Sex Work 101: The World’s Oldest Oppres(Profes)sion
A 101 panel on sex work in Scotland, hosted by National Ugly Mugs, Sex Workers Union, Scotland for Decrim (Decrim Now) host
Arika have been creating events since 2001. The Archive is space to share the documentation of our work, over 600 events from the past 20 years. Browse the archive by event, artists and collections, explore using theme pairs, or use the index for a comprehensive overview.
A 101 panel on sex work in Scotland, hosted by National Ugly Mugs, Sex Workers Union, Scotland for Decrim (Decrim Now) host
During Episode 9 we made this clip with Storyboard P at Kinning Park Complex. Video by Ash Reid.
Our Zooms are unmuted, our mics are open, and our hearts and bodyminds are receptive.

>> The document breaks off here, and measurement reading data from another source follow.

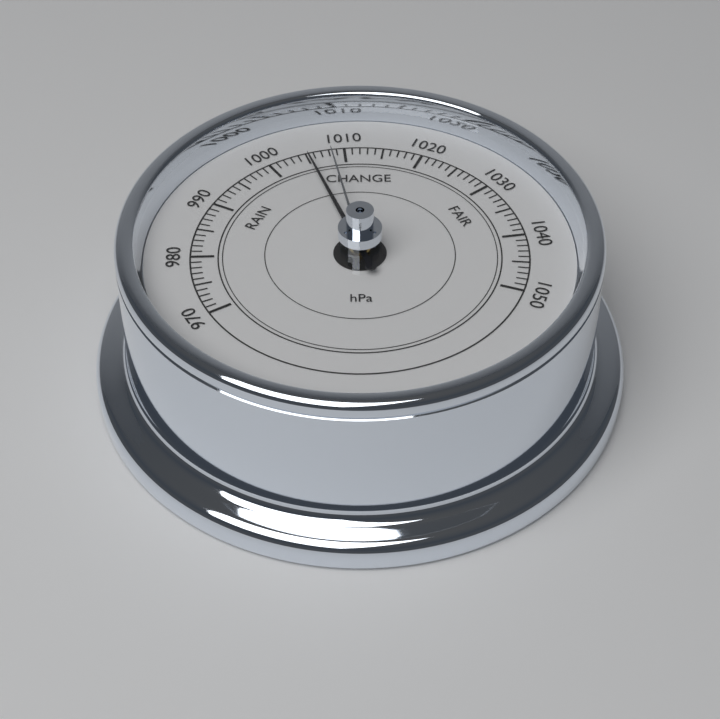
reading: 1005 hPa
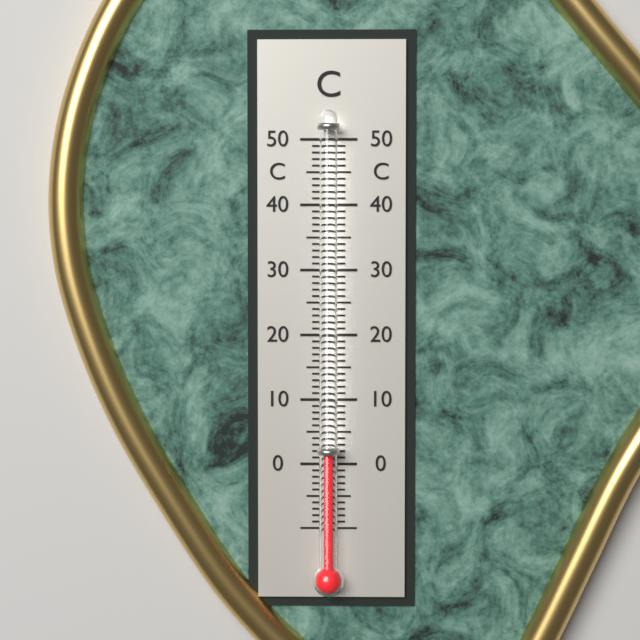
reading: 2 °C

We give the floor online and in person to you…
Hartmut led “a workshop in the old-fashioned way of discussion, mutual exploration of ideas and samples; trying out what can be shared and where the fault lines show.”
A chat with Eugene Thacker. Can we rethink the world as unthinkable, and without us?
Open-ended, paradoxical and performed investigations into: misunderstanding, language games, form saturated with sense, and consecutive matters…
Harrowing but musical confrontations with the very real, physical and aural trauma of a woman screaming.
A conversation about the movement for prison abolition and refusing the logic of race and sex that underpins the criminalisation and mass incarceration of communities.
The most sophisticated synthetic music around: timbrally otherwise body music as sonified fictions and auditive sociograms.
Italian duo of brothers Maurizio and Roberto Opalio utilising an array of acoustic and electric guitars, various toy-instruments and toy-microphones.
A mixture of investigation groups, live performances, screenings and installations at DCA; the festival looked to strip back music, sound, film and moving image to their core ideas and explore them with artists and audiences.
Smith/Stewart set up allegorical situations over which they often have little to no control, but which instigate explorations of dependence and trust, the body, sex and death.